Lithuania is investigating one of the most politically charged data breaches in its recent history: the theft of more than 600,000 records from the Centre of Registers (Registrų centras), the state agency that maintains the country’s real-estate and legal-entity registries. The records — names, dates of birth, national identification numbers, property addresses and cadastral information — represent personal data tied to a meaningful slice of a nation of fewer than three million people.

What elevates this from a routine government breach to a national-security incident is how the attackers got in, and who officials believe is behind it. The intrusion did not exploit a software flaw. It exploited trust — and senior Lithuanian politicians say it bears the hallmarks of a Russian intelligence operation.

A breach through the front door

According to prosecutors, the attackers did not break the Centre of Registers’ systems so much as log into them. They obtained or compromised valid login credentials belonging to Lithuania’s Migration Department — an institution with legitimate, authorized access to the registry for official purposes — and used those credentials to issue large volumes of queries from abroad over an extended period.

The system, by the prosecutors’ own account, was wide open to this kind of abuse. There was no two-factor authentication on the privileged accounts, no monitoring of user activity, and no limits on interagency query volumes. A legitimate set of credentials, once stolen, could quietly pull hundreds of thousands of records without tripping a single alarm. The estimated direct financial damage stands at around €111,000 (about $129,000), but the strategic cost is far harder to price.

Contact details, bank accounts, payment information, court rulings and cadastral measurement files were not compromised, authorities said — a small mercy in an otherwise damaging exposure.

The addresses no one wants leaked

The most alarming concern is not financial fraud but physical exposure. Opposition leader and former Defense Minister Laurynas Kasčiūnas warned that the residential addresses of intelligence officers, military personnel, diplomats, politicians and civil servants may sit within the 600,000 extracted records.

For a country that shares borders with Russia’s Kaliningrad exclave and with Belarus, that is a grave prospect. A property registry tying named individuals to their home addresses is precisely the kind of dataset a hostile intelligence service would prize — for surveillance, coercion, or worse. Lithuania has repeatedly accused Moscow of hybrid operations, from cyberattacks to disinformation campaigns, and this breach slots neatly into that pattern.

Kasčiūnas alleged the intrusion carries “the hallmarks of a Russian intelligence operation,” though he presented no public evidence and authorities have neither confirmed nor denied Russian involvement. President Gitanas Nausėda went further in characterizing the threat, stating that “hostile states” orchestrated the theft.

Timeline and fallout

The breach was first detected in early April 2026, though unauthorized access is believed to have begun earlier in the year. Prosecutors made the incident public on May 26, 2026, and the political consequences were immediate. The following day, May 27, Centre of Registers director Adrijus Jusas resigned.

“Given the sensitivity of the situation, I have decided to step down and hand over responsibility to other professionals,” Jusas said in his statement.

The investigation, led by Lithuania’s Prosecutor General’s Office, remains open as authorities work to determine the full scope of the extraction, how the Migration Department credentials were compromised, and whether the data has already changed hands.

The lesson: authorized access is the new attack surface

The Lithuania breach is a textbook illustration of a threat that defenders consistently underweight. There was no zero-day, no malware, no dramatic perimeter breach. There was a trusted account, a stolen password, and a system that assumed anyone holding valid credentials was acting in good faith.

Interagency data-sharing arrangements multiply this risk: every institution granted query access becomes a potential entry point, and the security of the central registry is only as strong as the weakest credential held by any connected agency. Without multi-factor authentication, anomaly detection on query patterns, and hard volume limits between agencies, a single compromised login at a peripheral department can quietly drain a national database — exactly as it did here.

For governments digitizing their citizen registries, the takeaway is uncomfortable but clear: protecting the database is not enough. Every credential that can reach it must be protected with the same rigor — because to the system, a stolen login from a trusted partner looks identical to a legitimate one.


_TASK INSTRUCTIONS_:
Every line from the one containing "At what (x,y)" to the end of the data below should be copied exactly, but pictures should not.

_RECORDS FOR THIS EXERCISE_:
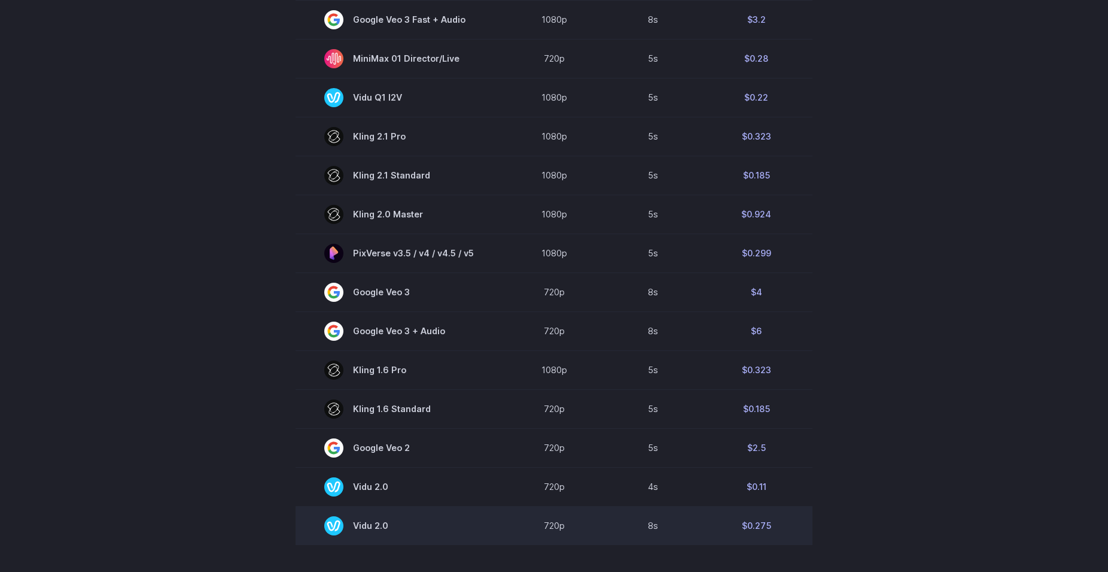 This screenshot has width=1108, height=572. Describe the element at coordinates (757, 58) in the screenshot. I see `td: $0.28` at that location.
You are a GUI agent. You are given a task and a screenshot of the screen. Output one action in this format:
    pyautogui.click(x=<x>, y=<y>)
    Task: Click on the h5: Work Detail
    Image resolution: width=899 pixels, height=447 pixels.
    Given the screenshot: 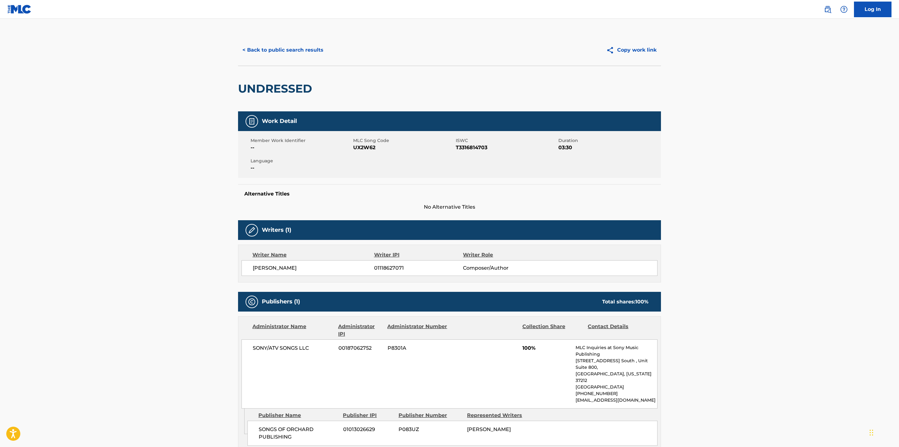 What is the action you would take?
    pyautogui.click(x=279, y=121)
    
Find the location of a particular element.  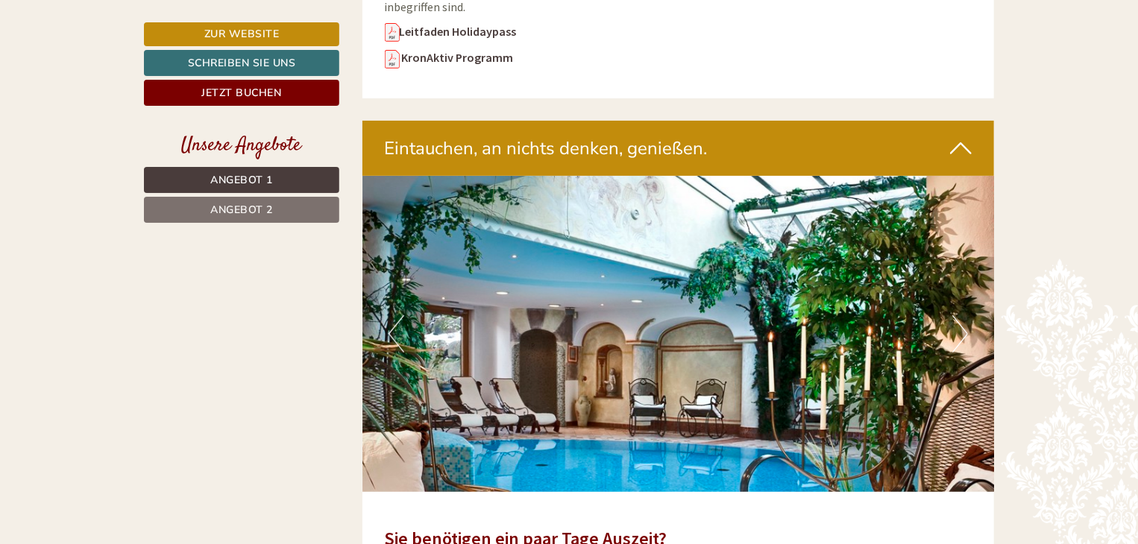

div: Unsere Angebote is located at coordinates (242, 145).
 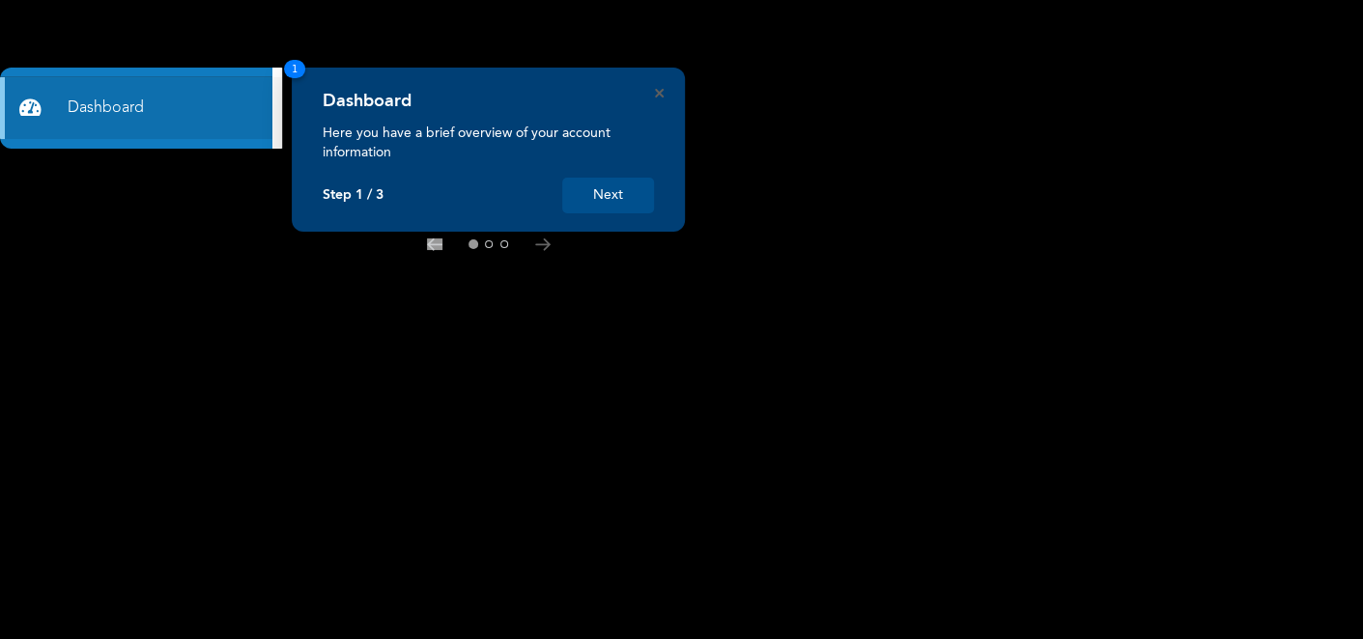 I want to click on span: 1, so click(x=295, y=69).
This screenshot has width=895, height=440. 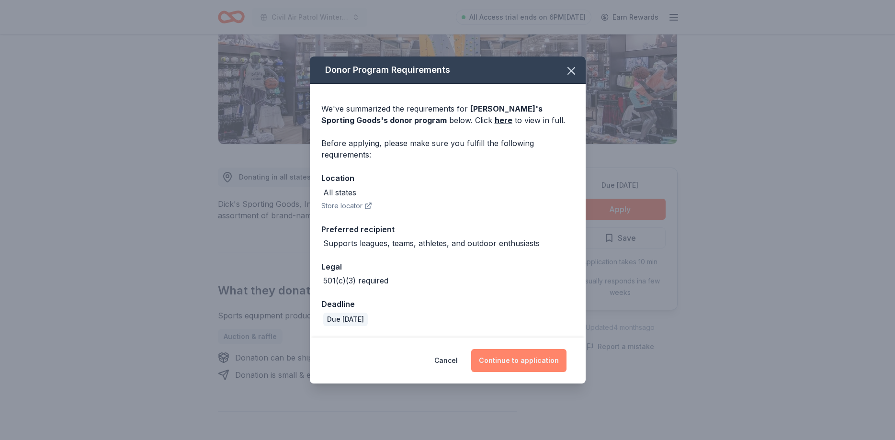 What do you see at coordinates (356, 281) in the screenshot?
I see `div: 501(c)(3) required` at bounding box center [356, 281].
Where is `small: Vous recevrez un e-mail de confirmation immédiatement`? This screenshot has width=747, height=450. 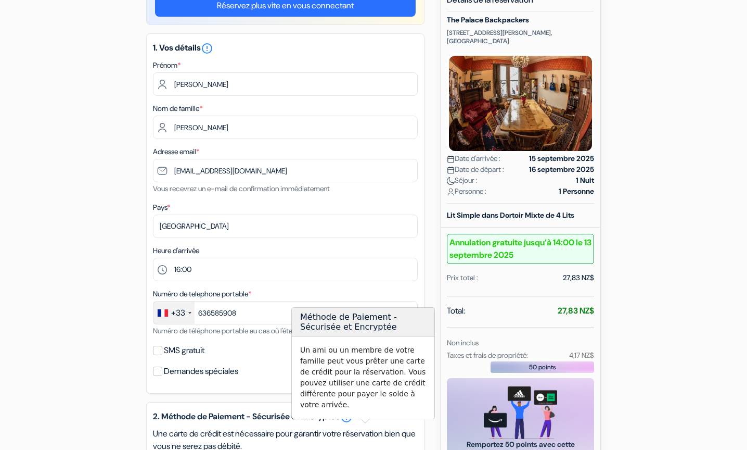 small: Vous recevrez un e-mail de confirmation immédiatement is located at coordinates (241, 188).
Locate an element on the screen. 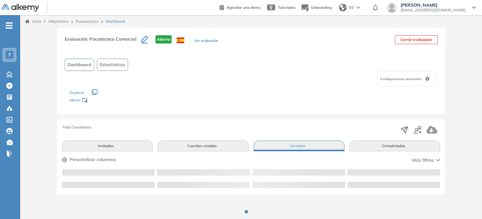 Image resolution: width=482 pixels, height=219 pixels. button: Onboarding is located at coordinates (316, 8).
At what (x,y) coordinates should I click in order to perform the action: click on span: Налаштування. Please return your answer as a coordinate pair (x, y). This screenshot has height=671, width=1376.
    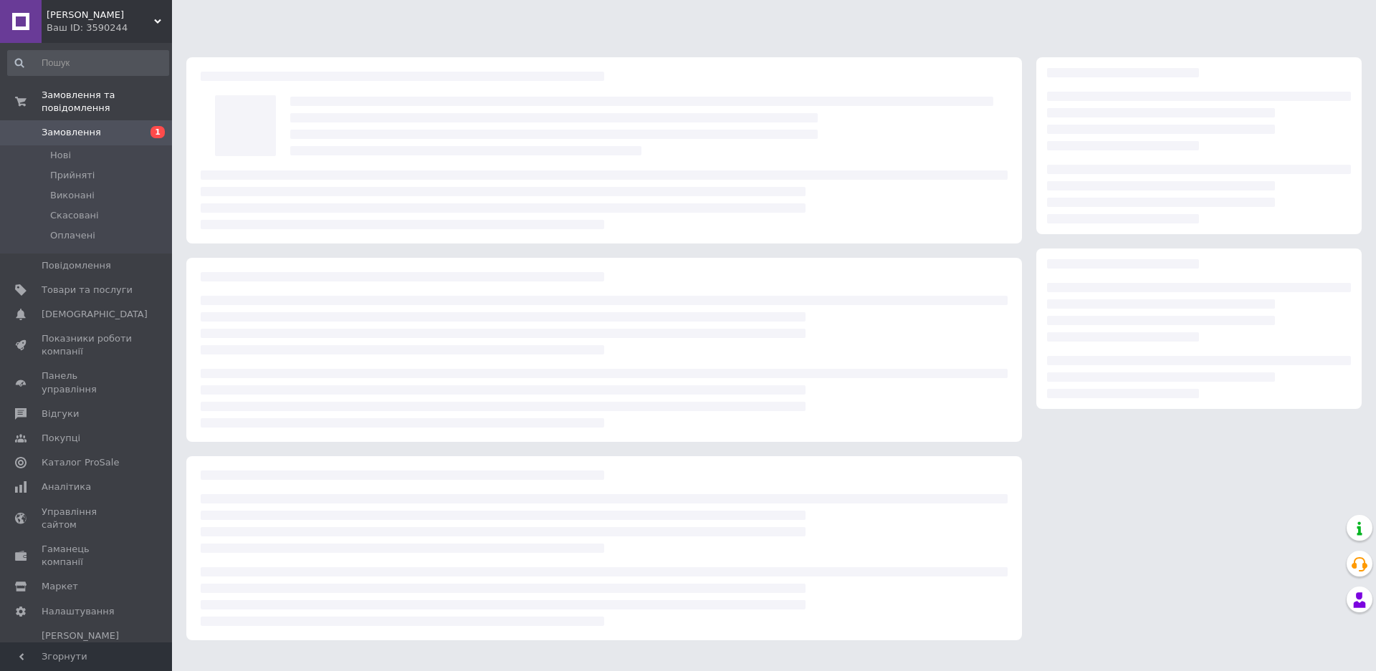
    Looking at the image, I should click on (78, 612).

_TASK ANSWER_:
At what (x,y) coordinates should I click in order to perform the action: click on span: Налаштування. Please return your answer as a coordinate pair (x, y). This screenshot has height=671, width=1376.
    Looking at the image, I should click on (78, 612).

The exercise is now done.